SUPPLIED INFORMATION: Begin
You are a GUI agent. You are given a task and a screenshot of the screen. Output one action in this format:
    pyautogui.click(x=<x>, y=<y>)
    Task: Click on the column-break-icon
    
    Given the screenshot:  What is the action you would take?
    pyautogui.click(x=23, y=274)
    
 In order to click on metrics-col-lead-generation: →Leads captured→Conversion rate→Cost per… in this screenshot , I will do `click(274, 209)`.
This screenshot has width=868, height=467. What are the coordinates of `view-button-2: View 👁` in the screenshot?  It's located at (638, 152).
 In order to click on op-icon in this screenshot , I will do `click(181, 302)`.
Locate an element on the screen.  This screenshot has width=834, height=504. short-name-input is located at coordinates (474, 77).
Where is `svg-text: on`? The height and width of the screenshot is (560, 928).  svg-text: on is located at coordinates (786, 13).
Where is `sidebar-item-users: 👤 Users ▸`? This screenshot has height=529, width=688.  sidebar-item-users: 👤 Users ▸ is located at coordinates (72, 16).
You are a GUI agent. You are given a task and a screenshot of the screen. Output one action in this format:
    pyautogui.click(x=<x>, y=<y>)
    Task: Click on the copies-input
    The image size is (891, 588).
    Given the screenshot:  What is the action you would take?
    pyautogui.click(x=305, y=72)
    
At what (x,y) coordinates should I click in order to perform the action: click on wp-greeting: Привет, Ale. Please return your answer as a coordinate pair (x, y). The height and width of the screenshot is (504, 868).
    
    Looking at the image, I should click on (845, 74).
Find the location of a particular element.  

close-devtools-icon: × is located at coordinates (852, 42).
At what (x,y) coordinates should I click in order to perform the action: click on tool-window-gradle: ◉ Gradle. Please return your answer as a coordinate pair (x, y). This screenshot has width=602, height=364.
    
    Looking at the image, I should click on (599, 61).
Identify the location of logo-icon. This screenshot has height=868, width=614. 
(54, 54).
SUPPLIED INFORMATION: End
EXERCISE » Retype all of the records above, word for word.

ANSWER SPACE »
You are a GUI agent. You are given a task and a screenshot of the screen. Output one action in this format:
    pyautogui.click(x=<x>, y=<y>)
    Task: Click on the column-break-icon
    
    Given the screenshot:  What is the action you would take?
    pyautogui.click(x=23, y=274)
    
 In order to click on metrics-col-lead-generation: →Leads captured→Conversion rate→Cost per… in this screenshot , I will do `click(274, 209)`.
This screenshot has width=868, height=467. What are the coordinates of `view-button-2: View 👁` in the screenshot?  It's located at (638, 152).
 In order to click on op-icon in this screenshot , I will do `click(181, 302)`.
Locate an element on the screen.  This screenshot has width=834, height=504. short-name-input is located at coordinates (474, 77).
Where is `svg-text: on`? The height and width of the screenshot is (560, 928).  svg-text: on is located at coordinates (786, 13).
Where is `sidebar-item-users: 👤 Users ▸`? This screenshot has height=529, width=688.  sidebar-item-users: 👤 Users ▸ is located at coordinates (72, 16).
You are a GUI agent. You are given a task and a screenshot of the screen. Output one action in this format:
    pyautogui.click(x=<x>, y=<y>)
    Task: Click on the copies-input
    The image size is (891, 588).
    Given the screenshot:  What is the action you would take?
    pyautogui.click(x=305, y=72)
    
At what (x,y) coordinates should I click in order to perform the action: click on wp-greeting: Привет, Ale. Please return your answer as a coordinate pair (x, y). The height and width of the screenshot is (504, 868).
    
    Looking at the image, I should click on (845, 74).
Find the location of a particular element.  

close-devtools-icon: × is located at coordinates (852, 42).
At what (x,y) coordinates should I click in order to perform the action: click on tool-window-gradle: ◉ Gradle. Please return your answer as a coordinate pair (x, y). This screenshot has width=602, height=364.
    
    Looking at the image, I should click on (599, 61).
Identify the location of logo-icon. This screenshot has height=868, width=614. 
(54, 54).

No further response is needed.